The quest of beauty, and the keen desire
To hold her captive and to gain her throne,
Long time had tilled me with a quenchless fire
To make her sweet perfections all mine own.
Long did I dream, by beauty's spell beguiled;
I saw the substance and satiety
Of all completeness, wholly reconciled
By nature's king, in nature's harmony:
I deemed that he who drinks the draught of song,
Sung by the woods and waves and hills untrod,
And sings in tune thereto, to him belong
The things of beauty, and of beauty's God.
The like is he who makes the marble live,
The poet, and the painter, and the child
Who loves the lowly daisies, and would grieve
To bruise one sylvan sister of the wild:
But when I knew the wonders I admired-
Are phantoms all, imperfect and unblest—
That beauty's self, that all my soul desired,
Evasive soars above my vain request In heaven's high palaces—I fain would wing
Thither my thoughtful flight, for I would know
Beauty's immortal harmony to sing,
And hear her rhythmic ocean throb and flow
In utterance all sweet-toned, and there partake
Of her sweet presence, and the breaths inhale
Of lotus, hourly culled for her sweet sake
With love's anemone, beneath the Pleiads pale.
The stars, the poetry of heaven, reveal
A wealth of beauty, wonderful beyond
The wings of earthly thought—and' yet I feel
The foolishness of him who would despond!
Are they not fashioned of the self -same Mind
That forms the roses? and the tale they tell
Is it not wafted on the odorous wind
From bird to joyful bird, from blade to bell?
Beauty of earth, or song of star sublime
Are echo or reflection incomplete
Of God's great thought upon the thought of time—
Perfection's unsubstantial counterfeit.
O fable false, and faithless, heartless dream!
O deep deception of a beauteous earth!
O base presentment of a glorious theme,
That in high heaven attains a glorious birth!
What can they teach me? They can lead me higher
To bow in praiseful wonderment apart
To Him, the source of every pure desire—
To beauty's Lord to lift my tuneful heart:
To heed His call, to take His impartation
Of life and truth, of love and loveliness,
To be a child of His divine creation,
To right the wrongful, and to stay distress:
And when I see the beautiful, to know
How glorious is His light, if this be but the glow.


▶ _WORK INSTRUCTION_: Lines containing the word "legend" are the ones to copy from the records below.

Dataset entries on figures
══════════

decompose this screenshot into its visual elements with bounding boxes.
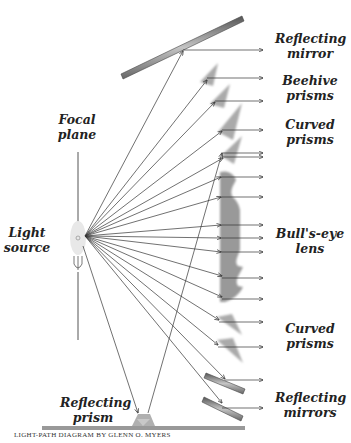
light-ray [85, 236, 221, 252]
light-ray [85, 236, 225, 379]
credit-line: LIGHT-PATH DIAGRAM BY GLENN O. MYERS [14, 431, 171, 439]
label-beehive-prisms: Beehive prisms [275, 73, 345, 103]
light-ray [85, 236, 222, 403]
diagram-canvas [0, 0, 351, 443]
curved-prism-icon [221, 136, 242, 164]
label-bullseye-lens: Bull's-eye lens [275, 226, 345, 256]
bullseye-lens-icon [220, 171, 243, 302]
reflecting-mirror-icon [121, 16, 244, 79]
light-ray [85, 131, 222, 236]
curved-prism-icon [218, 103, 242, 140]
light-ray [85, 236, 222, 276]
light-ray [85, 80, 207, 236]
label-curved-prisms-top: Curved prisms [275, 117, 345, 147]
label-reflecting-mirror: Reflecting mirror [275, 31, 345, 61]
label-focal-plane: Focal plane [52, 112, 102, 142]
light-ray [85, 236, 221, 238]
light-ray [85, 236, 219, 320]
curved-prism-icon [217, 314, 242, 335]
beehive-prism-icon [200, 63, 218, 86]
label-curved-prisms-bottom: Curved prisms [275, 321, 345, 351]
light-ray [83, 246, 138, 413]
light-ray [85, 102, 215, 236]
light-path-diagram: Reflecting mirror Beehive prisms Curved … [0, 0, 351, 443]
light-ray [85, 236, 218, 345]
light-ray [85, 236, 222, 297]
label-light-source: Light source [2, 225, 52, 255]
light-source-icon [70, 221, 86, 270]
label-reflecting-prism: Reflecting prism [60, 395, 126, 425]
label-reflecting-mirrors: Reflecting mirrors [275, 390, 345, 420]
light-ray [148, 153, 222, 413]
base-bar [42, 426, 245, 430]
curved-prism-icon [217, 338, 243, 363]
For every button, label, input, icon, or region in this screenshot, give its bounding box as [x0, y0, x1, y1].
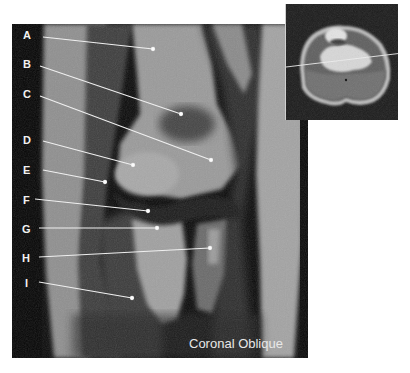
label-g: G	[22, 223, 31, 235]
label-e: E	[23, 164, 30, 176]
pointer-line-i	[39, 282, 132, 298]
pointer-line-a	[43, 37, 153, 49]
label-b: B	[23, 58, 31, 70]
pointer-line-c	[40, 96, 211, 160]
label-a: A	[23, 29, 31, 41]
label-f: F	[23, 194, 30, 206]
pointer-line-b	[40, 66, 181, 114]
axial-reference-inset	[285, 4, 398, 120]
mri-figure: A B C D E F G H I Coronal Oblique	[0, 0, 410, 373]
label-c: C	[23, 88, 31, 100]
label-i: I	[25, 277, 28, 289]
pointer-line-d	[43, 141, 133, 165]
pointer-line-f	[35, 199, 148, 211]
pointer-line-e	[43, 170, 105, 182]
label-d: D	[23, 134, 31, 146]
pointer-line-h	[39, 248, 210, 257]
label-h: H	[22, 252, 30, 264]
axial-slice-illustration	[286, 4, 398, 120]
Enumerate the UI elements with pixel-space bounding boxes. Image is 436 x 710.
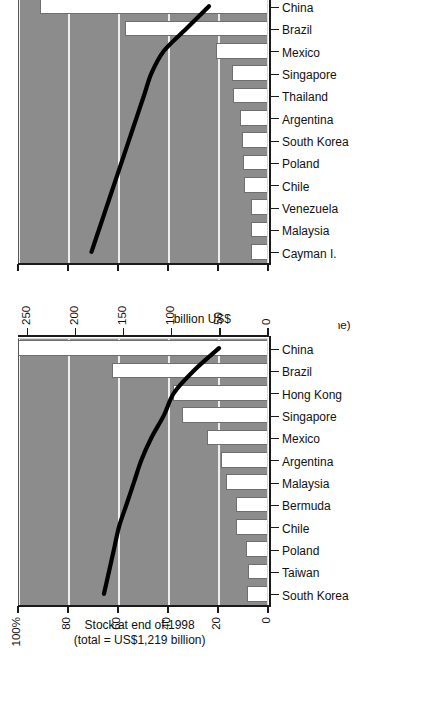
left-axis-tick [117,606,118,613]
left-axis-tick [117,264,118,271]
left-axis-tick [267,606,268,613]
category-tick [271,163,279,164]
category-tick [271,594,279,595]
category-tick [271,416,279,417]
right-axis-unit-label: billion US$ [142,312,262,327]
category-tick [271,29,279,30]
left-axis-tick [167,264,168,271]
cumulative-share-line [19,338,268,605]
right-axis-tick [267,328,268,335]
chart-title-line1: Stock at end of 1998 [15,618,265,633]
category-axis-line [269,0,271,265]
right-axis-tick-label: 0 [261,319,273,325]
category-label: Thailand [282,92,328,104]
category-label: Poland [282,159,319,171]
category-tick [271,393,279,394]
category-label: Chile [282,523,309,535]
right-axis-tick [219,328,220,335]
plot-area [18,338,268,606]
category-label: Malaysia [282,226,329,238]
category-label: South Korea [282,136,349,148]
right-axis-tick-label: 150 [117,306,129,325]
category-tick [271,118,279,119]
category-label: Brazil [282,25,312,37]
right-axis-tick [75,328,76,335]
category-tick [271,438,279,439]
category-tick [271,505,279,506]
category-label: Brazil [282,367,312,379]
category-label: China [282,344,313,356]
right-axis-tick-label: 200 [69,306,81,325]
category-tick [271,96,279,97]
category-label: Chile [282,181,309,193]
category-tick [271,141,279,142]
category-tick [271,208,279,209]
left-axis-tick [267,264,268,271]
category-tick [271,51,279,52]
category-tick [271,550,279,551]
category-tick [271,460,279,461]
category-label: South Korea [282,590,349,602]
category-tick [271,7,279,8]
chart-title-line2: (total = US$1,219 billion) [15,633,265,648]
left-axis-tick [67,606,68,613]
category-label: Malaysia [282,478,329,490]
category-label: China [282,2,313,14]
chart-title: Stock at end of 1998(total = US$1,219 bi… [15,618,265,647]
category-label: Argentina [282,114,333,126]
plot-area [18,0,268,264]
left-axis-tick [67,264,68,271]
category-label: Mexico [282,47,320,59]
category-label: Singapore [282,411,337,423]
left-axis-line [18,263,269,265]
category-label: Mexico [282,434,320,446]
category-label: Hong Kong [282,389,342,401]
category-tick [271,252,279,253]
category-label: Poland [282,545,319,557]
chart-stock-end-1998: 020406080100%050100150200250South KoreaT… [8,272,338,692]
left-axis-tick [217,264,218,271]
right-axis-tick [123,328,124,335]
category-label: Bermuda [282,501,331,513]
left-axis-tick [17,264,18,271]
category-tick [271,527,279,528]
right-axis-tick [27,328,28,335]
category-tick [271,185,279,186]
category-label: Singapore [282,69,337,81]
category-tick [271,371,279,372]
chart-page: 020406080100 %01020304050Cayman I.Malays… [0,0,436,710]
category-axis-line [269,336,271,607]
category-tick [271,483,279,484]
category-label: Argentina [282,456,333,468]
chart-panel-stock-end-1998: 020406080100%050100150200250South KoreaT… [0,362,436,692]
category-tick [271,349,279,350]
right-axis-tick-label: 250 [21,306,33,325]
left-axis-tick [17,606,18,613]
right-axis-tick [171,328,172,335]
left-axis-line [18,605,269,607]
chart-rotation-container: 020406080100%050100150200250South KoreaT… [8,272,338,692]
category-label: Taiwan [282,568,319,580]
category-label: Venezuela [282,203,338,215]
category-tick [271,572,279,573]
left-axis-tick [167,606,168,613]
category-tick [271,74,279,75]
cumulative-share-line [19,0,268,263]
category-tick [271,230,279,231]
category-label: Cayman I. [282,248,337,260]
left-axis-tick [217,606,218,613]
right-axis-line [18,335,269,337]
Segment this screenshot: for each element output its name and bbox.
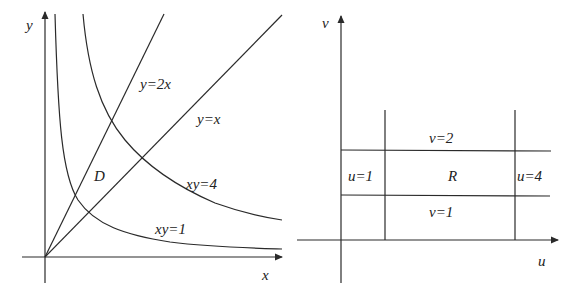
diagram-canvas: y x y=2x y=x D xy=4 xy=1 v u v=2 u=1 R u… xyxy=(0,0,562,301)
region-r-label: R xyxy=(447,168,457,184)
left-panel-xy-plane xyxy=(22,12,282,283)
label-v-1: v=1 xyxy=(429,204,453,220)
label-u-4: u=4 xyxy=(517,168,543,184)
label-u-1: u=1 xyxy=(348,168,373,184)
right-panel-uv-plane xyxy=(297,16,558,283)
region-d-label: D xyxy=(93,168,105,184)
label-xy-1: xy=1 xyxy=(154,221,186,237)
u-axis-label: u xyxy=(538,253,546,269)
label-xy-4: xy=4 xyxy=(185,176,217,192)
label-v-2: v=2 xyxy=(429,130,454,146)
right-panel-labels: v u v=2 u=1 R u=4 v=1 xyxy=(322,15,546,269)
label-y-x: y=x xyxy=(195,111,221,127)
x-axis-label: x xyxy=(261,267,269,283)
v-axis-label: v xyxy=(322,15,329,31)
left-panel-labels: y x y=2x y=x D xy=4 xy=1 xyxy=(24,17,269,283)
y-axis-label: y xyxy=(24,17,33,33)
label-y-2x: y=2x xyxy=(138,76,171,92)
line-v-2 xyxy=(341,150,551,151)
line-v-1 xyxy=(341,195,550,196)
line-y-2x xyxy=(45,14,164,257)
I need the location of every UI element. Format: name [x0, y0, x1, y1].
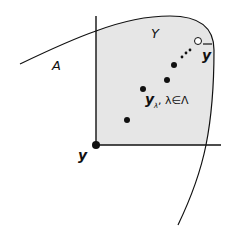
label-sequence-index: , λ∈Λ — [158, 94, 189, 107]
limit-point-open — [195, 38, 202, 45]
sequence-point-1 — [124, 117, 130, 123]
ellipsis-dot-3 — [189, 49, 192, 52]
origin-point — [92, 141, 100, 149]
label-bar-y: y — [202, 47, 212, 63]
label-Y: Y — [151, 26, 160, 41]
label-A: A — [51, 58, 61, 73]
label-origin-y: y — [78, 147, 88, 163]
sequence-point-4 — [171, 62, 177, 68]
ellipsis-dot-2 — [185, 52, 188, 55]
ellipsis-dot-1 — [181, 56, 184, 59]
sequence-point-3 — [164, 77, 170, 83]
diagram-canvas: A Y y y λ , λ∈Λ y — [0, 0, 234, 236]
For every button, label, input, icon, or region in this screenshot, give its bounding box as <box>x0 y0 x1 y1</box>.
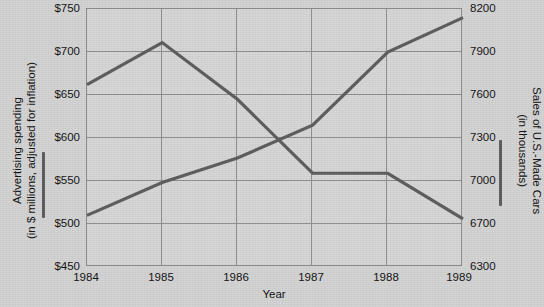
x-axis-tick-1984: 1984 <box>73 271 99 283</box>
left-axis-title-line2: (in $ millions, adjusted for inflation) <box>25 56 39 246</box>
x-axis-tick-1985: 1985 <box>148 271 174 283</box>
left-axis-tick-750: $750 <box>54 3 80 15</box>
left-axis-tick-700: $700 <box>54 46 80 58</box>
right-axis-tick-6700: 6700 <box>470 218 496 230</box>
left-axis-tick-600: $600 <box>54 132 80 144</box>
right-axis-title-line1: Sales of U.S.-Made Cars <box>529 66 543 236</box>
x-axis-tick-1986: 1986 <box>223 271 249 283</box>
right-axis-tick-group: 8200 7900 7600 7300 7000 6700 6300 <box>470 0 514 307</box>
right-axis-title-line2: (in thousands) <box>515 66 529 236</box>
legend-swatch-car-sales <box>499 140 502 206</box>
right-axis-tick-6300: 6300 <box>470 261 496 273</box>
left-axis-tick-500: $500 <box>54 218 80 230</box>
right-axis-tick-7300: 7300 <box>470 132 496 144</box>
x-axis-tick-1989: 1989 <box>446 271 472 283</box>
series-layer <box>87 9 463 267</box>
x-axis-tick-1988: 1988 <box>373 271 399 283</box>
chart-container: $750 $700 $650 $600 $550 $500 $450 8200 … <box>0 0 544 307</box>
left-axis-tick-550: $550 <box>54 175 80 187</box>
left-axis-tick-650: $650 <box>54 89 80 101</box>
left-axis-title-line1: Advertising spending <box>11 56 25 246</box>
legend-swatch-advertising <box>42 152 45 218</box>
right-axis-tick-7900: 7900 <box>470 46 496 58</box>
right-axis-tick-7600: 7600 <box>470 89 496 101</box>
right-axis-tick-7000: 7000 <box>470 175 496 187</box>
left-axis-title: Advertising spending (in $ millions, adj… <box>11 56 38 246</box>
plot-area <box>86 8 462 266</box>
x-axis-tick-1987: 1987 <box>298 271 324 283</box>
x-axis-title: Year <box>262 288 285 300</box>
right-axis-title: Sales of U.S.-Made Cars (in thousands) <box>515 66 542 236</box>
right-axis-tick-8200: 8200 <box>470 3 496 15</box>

══════════

▶ _WRITTEN REPLY_:
legend-swatch-car-sales <box>499 140 502 206</box>
legend-swatch-advertising <box>42 152 45 218</box>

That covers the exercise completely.